On Thu, Sep 28, 2017 at 09:03:59PM +0300, Volodymyr Babchuk wrote:
+static int +tee_ioctl_shm_register(struct tee_context *ctx,
struct tee_ioctl_shm_register_data __user *udata)
+{
- long ret;
- struct tee_ioctl_shm_register_data data;
- struct tee_shm *shm;
- if (copy_from_user(&data, udata, sizeof(data)))
return -EFAULT;
- /* Currently no input flags are supported */
- if (data.flags)
return -EINVAL;
- shm = tee_shm_register(ctx, data.addr, data.length,
TEE_SHM_DMA_BUF | TEE_SHM_USER_MAPPED);
- if (IS_ERR(shm))
return PTR_ERR(shm);
- data.id = shm->id;
- data.flags = shm->flags;
- data.length = shm->size;
- if (copy_to_user(udata, &data, sizeof(data)))
ret = -EFAULT;
- else
ret = tee_shm_get_fd(shm);
Why do you need both the fd and an id? That seems redundant.
[...]
+struct tee_shm *tee_shm_register(struct tee_context *ctx, unsigned long addr,
size_t length, u32 flags)
+{
- struct tee_device *teedev = ctx->teedev;
- const u32 req_flags = TEE_SHM_DMA_BUF | TEE_SHM_USER_MAPPED;
- struct tee_shm *shm;
- void *ret;
- int rc;
- int num_pages;
- unsigned long start;
- if (flags != req_flags) {
dev_err(teedev->dev.parent, "invliad shm flags %#x", flags);
return ERR_PTR(-EINVAL);
- }
- if (!tee_device_get(teedev))
return ERR_PTR(-EINVAL);
- if (!teedev->desc->ops->shm_register ||
!teedev->desc->ops->shm_unregister) {
dev_err(teedev->dev.parent,
"register shared memory unspported by device");
I don't think this should be a dev_err. The user requested something that the device did not support, but that's not a device-side error.

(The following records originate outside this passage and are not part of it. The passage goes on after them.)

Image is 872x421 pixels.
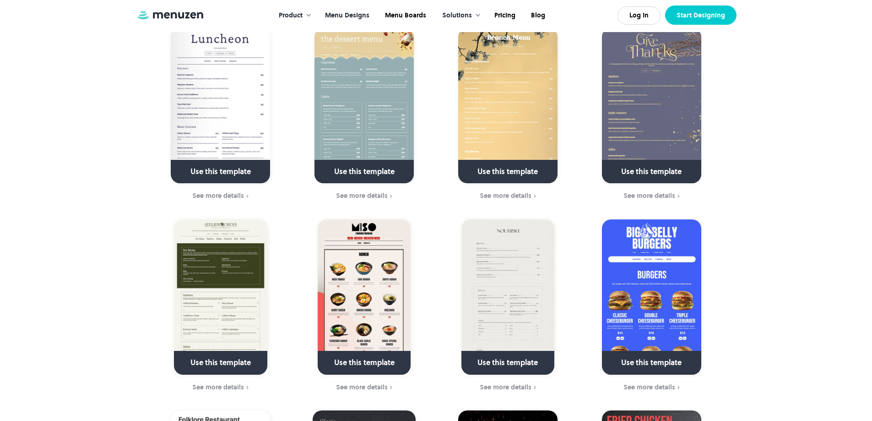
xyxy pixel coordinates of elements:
div: See more details [192,192,244,199]
a: Use this template [318,219,411,375]
a: Use this template [315,28,414,183]
div: See more details [624,383,675,391]
a: See more details [298,382,430,392]
div: Solutions [442,11,472,21]
a: See more details [298,191,430,201]
div: See more details [192,383,244,391]
a: See more details [155,191,287,201]
a: See more details [155,382,287,392]
div: See more details [336,383,388,391]
a: Log In [618,6,661,25]
a: See more details [586,191,718,201]
a: See more details [442,382,574,392]
a: Menu Boards [376,1,433,30]
div: Product [279,11,303,21]
a: Use this template [171,28,270,183]
div: Solutions [433,1,486,30]
div: See more details [480,192,532,199]
div: See more details [336,192,388,199]
a: See more details [442,191,574,201]
div: Product [270,1,316,30]
a: Use this template [461,219,554,375]
div: See more details [624,192,675,199]
a: Use this template [602,219,701,375]
a: Use this template [174,219,267,375]
a: See more details [586,382,718,392]
a: Pricing [486,1,522,30]
a: Blog [522,1,552,30]
div: See more details [480,383,532,391]
a: Menu Designs [316,1,376,30]
a: Start Designing [665,5,737,25]
a: Use this template [602,28,701,183]
a: Use this template [458,28,558,183]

A user may legitmiately do this to probe whether the TEE supports registering memory.
tee_device_put(teedev);
return ERR_PTR(-EINVAL);
Perhaps EOPNOTSUPP?
- }
- shm = kzalloc(sizeof(*shm), GFP_KERNEL);
- if (!shm) {
ret = ERR_PTR(-ENOMEM);
goto err;
- }
- shm->flags = flags | TEE_SHM_REGISTER;
- shm->teedev = teedev;
- shm->ctx = ctx;
- shm->id = -1;
- start = rounddown(addr, PAGE_SIZE);
- shm->offset = addr - start;
- shm->size = length;
- num_pages = (roundup(addr + length, PAGE_SIZE) - start) / PAGE_SIZE;
Why not mandate that the user passes a buffer which has a start and end aligned to PAGE_SIZE?

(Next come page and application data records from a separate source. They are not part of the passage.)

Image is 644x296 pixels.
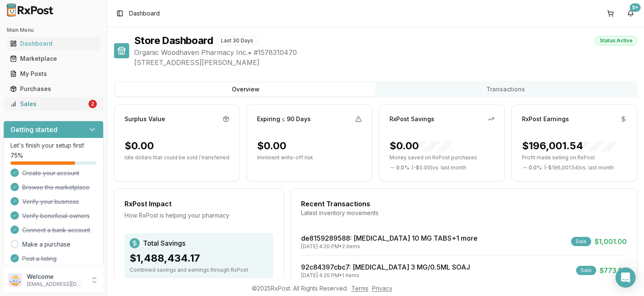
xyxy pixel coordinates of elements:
span: $773.50 [599,265,627,275]
div: Dashboard [10,39,97,47]
h2: Main Menu [7,27,100,33]
p: Profit made selling on RxPost [522,154,627,161]
img: RxPost Logo [4,4,57,17]
button: Transactions [376,82,636,96]
span: Connect a bank account [22,226,90,234]
h1: Store Dashboard [134,34,213,47]
h3: Getting started [10,125,57,134]
span: ( - $196,001.54 ) vs. last month [544,164,614,171]
span: 0.0 % [529,164,541,171]
div: 2 [88,99,97,108]
div: Sale [576,266,596,274]
div: How RxPost is helping your pharmacy [125,211,273,220]
a: 92c84397cbc7: [MEDICAL_DATA] 3 MG/0.5ML SOAJ [301,263,470,271]
div: [DATE] 4:20 PM • 2 items [301,243,478,249]
span: Organic Woodhaven Pharmacy Inc. • # 1578310470 [134,47,637,57]
div: Expiring ≤ 90 Days [257,115,310,123]
button: Marketplace [4,52,103,65]
span: $1,001.00 [594,236,627,246]
button: Sales2 [4,97,103,111]
nav: breadcrumb [129,9,160,18]
div: Status: Active [595,36,637,45]
span: 75 % [10,151,23,159]
p: Let's finish your setup first! [10,141,97,150]
div: Recent Transactions [301,199,627,208]
a: Marketplace [7,51,100,66]
div: $196,001.54 [522,139,617,152]
div: RxPost Earnings [522,115,569,123]
div: Combined savings and earnings through RxPost [129,266,268,273]
p: Welcome [27,272,85,280]
a: My Posts [7,66,100,82]
div: Surplus Value [125,115,165,123]
span: ( - $0.00 ) vs. last month [412,164,466,171]
p: [EMAIL_ADDRESS][DOMAIN_NAME] [27,280,85,287]
div: Purchases [10,85,97,93]
p: Money saved on RxPost purchases [389,154,495,161]
span: Post a listing [22,254,56,263]
div: $1,488,434.17 [129,251,268,265]
span: Dashboard [129,9,160,18]
a: de8159289588: [MEDICAL_DATA] 10 MG TABS+1 more [301,234,478,242]
img: User avatar [8,273,22,286]
div: 9+ [630,4,641,12]
div: $0.00 [257,139,287,152]
button: Dashboard [4,37,103,50]
a: Sales2 [7,96,100,111]
button: Purchases [4,82,103,96]
div: [DATE] 4:20 PM • 1 items [301,272,470,278]
a: Terms [351,284,368,292]
p: Idle dollars that could be sold / transferred [125,154,230,161]
span: Verify your business [22,197,79,205]
div: $0.00 [389,139,452,152]
span: 0.0 % [396,164,409,171]
div: RxPost Impact [125,199,273,208]
p: Imminent write-off risk [257,154,362,161]
span: Create your account [22,169,79,177]
button: My Posts [4,67,103,80]
span: Verify beneficial owners [22,211,90,220]
button: 9+ [624,7,637,20]
span: Browse the marketplace [22,183,90,191]
div: Marketplace [10,54,97,63]
div: Open Intercom Messenger [616,267,636,287]
span: [STREET_ADDRESS][PERSON_NAME] [134,57,637,68]
a: Purchases [7,82,100,96]
div: Sales [10,99,87,108]
div: Latest inventory movements [301,208,627,217]
div: Last 30 Days [216,36,258,45]
div: Sale [571,237,591,246]
div: My Posts [10,70,97,78]
div: RxPost Savings [389,115,435,123]
span: Total Savings [143,238,186,248]
a: Privacy [372,284,392,292]
a: Dashboard [7,36,100,51]
div: $0.00 [125,139,154,152]
a: Make a purchase [22,240,71,249]
button: Overview [116,82,376,96]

Otherwise, the buffer is size is silently upgraded without the user's knowledge, which seems likely to result in bugs.
- shm->pages = kcalloc(num_pages, sizeof(struct page), GFP_KERNEL);
I think you mean sizeof(struct page *) here.
Generally, for:
lhs = some_alloc(sizeof(x))
... it's preferred that x is *lhs, so as to keep the types in sync. e.g.

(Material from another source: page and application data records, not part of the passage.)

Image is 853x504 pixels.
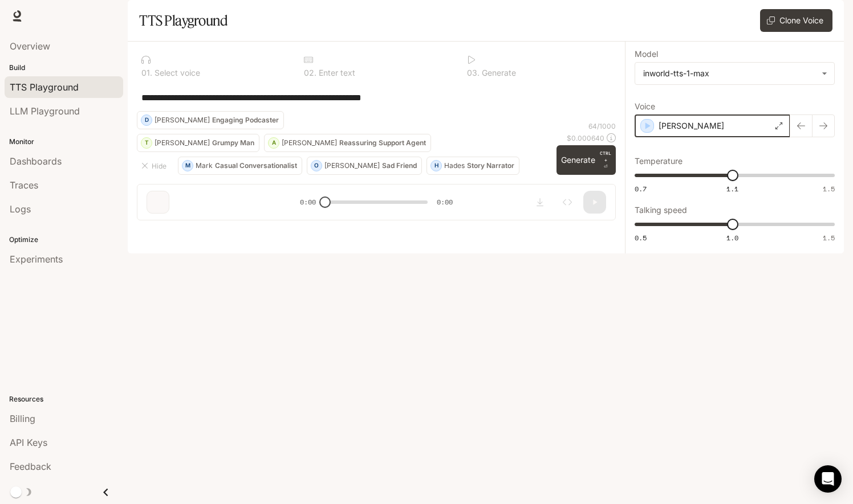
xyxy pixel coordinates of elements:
div: A [269,133,279,153]
h1: TTS Playground [139,9,227,32]
p: [PERSON_NAME] [282,140,337,146]
span: 1.5 [822,184,835,193]
div: M [183,157,193,175]
p: 0 1 . [142,69,153,77]
span: 0.7 [634,184,647,193]
p: Mark [195,163,213,169]
p: CTRL + [600,150,611,163]
p: 64 / 1000 [589,122,616,131]
p: [PERSON_NAME] [154,117,210,124]
div: Open Intercom Messenger [814,466,841,493]
p: [PERSON_NAME] [659,120,724,132]
p: Story Narrator [467,163,514,169]
button: MMarkCasual Conversationalist [178,157,303,175]
div: inworld-tts-1-max [643,68,816,79]
p: Talking speed [634,206,687,214]
span: 1.5 [822,233,835,242]
p: Reassuring Support Agent [339,140,426,146]
button: Clone Voice [759,9,832,32]
div: O [312,157,322,175]
button: O[PERSON_NAME]Sad Friend [307,157,422,175]
p: Grumpy Man [212,140,254,146]
p: Casual Conversationalist [215,163,297,169]
div: D [142,111,152,129]
p: Engaging Podcaster [212,117,279,124]
p: [PERSON_NAME] [324,163,380,169]
p: ⏎ [600,150,611,171]
p: 0 3 . [467,69,480,77]
p: Voice [634,103,655,111]
p: Generate [480,69,516,77]
span: 1.0 [726,233,739,242]
p: Temperature [634,157,682,165]
p: Enter text [316,69,355,77]
button: A[PERSON_NAME]Reassuring Support Agent [264,133,431,153]
button: Hide [137,157,174,175]
button: HHadesStory Narrator [426,157,520,175]
p: 0 2 . [303,69,316,77]
p: Select voice [153,69,200,77]
button: D[PERSON_NAME]Engaging Podcaster [137,111,283,129]
p: Model [634,50,658,58]
div: H [431,157,441,175]
span: 0.5 [634,233,647,242]
div: inworld-tts-1-max [635,63,834,84]
button: T[PERSON_NAME]Grumpy Man [137,133,260,153]
p: Hades [444,163,464,169]
span: 1.1 [726,184,739,193]
button: GenerateCTRL +⏎ [556,145,616,175]
p: Sad Friend [382,163,417,169]
p: $ 0.000640 [567,133,604,143]
p: [PERSON_NAME] [154,140,210,146]
div: T [142,133,152,153]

shm->pages = kcalloc(num_pages, sizeof(*shm->pages), GFP_KERNEL);
- if (!shm->pages) {
ret = ERR_PTR(-ENOMEM);
goto err;
- }
- rc = get_user_pages_fast(start, num_pages, 1, shm->pages);
- if (rc > 0)
shm->num_pages = rc;
- if (rc != num_pages) {
if (rc > 0)
rc = -ENOMEM;
ret = ERR_PTR(rc);
goto err;
- }
- mutex_lock(&teedev->mutex);
- shm->id = idr_alloc(&teedev->idr, shm, 1, 0, GFP_KERNEL);
- mutex_unlock(&teedev->mutex);
AFAICT, idr_alloc() can fail, so I beleive you're missing a sanity check on the return value here.
THanks, Mark.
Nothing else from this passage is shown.